As all good teachers know, students will work much harder for extra-credit points than at the assigned task. I like to take advantage of this convenient trait in my introductory course on evolution. Once my students — nonscience majors at a midwestern land-grant university — understand the basic terms, I offer additional points for answering the questions I really want them to investigate. Find a dozen differences between the skeletons of a chimpanzee and a human being, I challenge them; tell me how a human female skeleton differs anatomically from a male.
The male and female skeletons I display are exemplary in their difference, and since most students should be able to guess what that difference is if they don’t already know, I usually feel confident that the final answer is a giveaway. I say usually because seven years ago, the first time I taught the course, I got a surprising answer that still crops up with alarming regularity. Five minutes into the lab period, a young woman announced that she could answer the question without even examining the human skeletons.
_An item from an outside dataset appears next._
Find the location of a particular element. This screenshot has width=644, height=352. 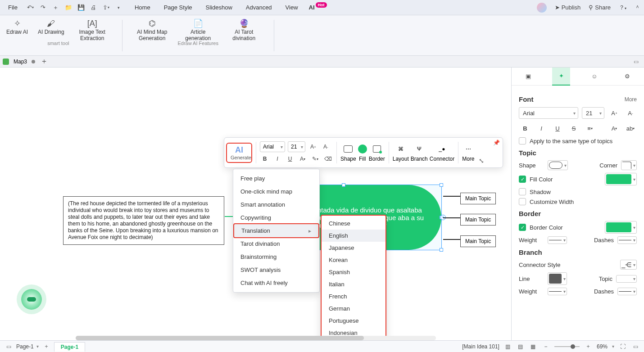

I waited silently for her to explain that the female pelvis is shaped slightly differently from the male’s, with a larger opening for childbearing. That part was the giveaway. The real purpose of the exercise was to make her prove her conjecture with measurements — to translate the theory to practice. I also wanted her to explain why this sexual dimorphism — that is, this sexually determined physical difference — is not nearly so pronounced in nonhuman primates, such as chimpanzees.
She spoke: Males have one fewer pair of ribs than females.
I was totally unprepared for her answer. My mandible dropped. After a moment’s reflection, I realized she must be referring to the biblical story in which God creates Eve from one of Adam’s ribs. My student was someone who believed in the literal truth of the Bible, and it was her religious belief, not her previous knowledge of human anatomy, that made her so sure of her answer. This was going to be a challenge.